Researching Creations: Applying Arts-Based Research to Bedouin Women's Drawings Ephrat Huss and Julie Cwikel

Research output: Contribution to journalArticlepeer-review

29 Scopus citations

Abstract

In this article, the author examines the combination of arts-based research and art therapy within Bedouin women's empowerment groups. The art fulfills a double role within the group of both helping to illuminate the women's self-defined concerns and goals, and simultaneously enriching and moving these goals forward. This creates a research tool that adheres to the feminist principles of finding new ways to learn from lower income women from a different culture, together with creating a research context that is of direct potential benefit and enrichment for the women. The author, through examples of the use of art within lower income Bedouin women's groups, examines the theoretical connection between arts-based research and art therapy, two areas that often overlap but whose connection has not been addressed theoretically.

Original languageEnglish
Pages (from-to)44-62
Number of pages19
JournalInternational Journal of Qualitative Methods
Volume4
Issue number4
DOIs
StatePublished - 1 Dec 2005

Keywords

  • art therapy
  • art-based research
  • researching women from a nondominant culture

ASJC Scopus subject areas

  • Education

Fingerprint

Dive into the research topics of 'Researching Creations: Applying Arts-Based Research to Bedouin Women's Drawings Ephrat Huss and Julie Cwikel'. Together they form a unique fingerprint.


What to produce:
From the first line to the last, transcribe the data exactly and skip the pictures.

Supplied material:
____

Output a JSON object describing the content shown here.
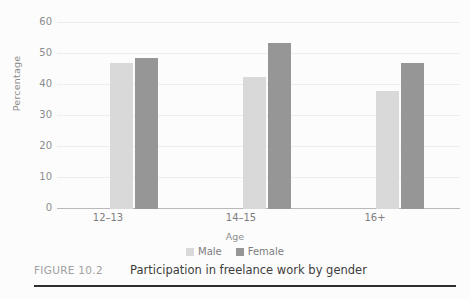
{
  "figure": {
    "tag": "FIGURE 10.2",
    "caption": "Participation in freelance work by gender"
  },
  "legend": {
    "position": "bottom-center",
    "items": [
      {
        "label": "Male",
        "color": "#d9d9d9"
      },
      {
        "label": "Female",
        "color": "#969696"
      }
    ]
  },
  "chart_data": {
    "type": "bar",
    "title": "Participation in freelance work by gender",
    "xlabel": "Age",
    "ylabel": "Percentage",
    "categories": [
      "12–13",
      "14–15",
      "16+"
    ],
    "series": [
      {
        "name": "Male",
        "color": "#d9d9d9",
        "values": [
          42,
          38,
          34
        ]
      },
      {
        "name": "Female",
        "color": "#969696",
        "values": [
          43.5,
          48,
          42
        ]
      }
    ],
    "ylim": [
      0,
      60
    ],
    "ytick_labels": [
      "60",
      "50",
      "40",
      "30",
      "20",
      "10",
      "0"
    ],
    "ytick_values": [
      60,
      50,
      40,
      30,
      20,
      10,
      0
    ],
    "grid": true,
    "legend_position": "bottom-center"
  }
}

____

Result of the task:
Output a JSON object describing the content shown here.
{
  "figure": {
    "tag": "FIGURE 10.2",
    "caption": "Participation in freelance work by gender"
  },
  "legend": {
    "position": "bottom-center",
    "items": [
      {
        "label": "Male",
        "color": "#d9d9d9"
      },
      {
        "label": "Female",
        "color": "#969696"
      }
    ]
  },
  "chart_data": {
    "type": "bar",
    "title": "Participation in freelance work by gender",
    "xlabel": "Age",
    "ylabel": "Percentage",
    "categories": [
      "12–13",
      "14–15",
      "16+"
    ],
    "series": [
      {
        "name": "Male",
        "color": "#d9d9d9",
        "values": [
          42,
          38,
          34
        ]
      },
      {
        "name": "Female",
        "color": "#969696",
        "values": [
          43.5,
          48,
          42
        ]
      }
    ],
    "ylim": [
      0,
      60
    ],
    "ytick_labels": [
      "60",
      "50",
      "40",
      "30",
      "20",
      "10",
      "0"
    ],
    "ytick_values": [
      60,
      50,
      40,
      30,
      20,
      10,
      0
    ],
    "grid": true,
    "legend_position": "bottom-center"
  }
}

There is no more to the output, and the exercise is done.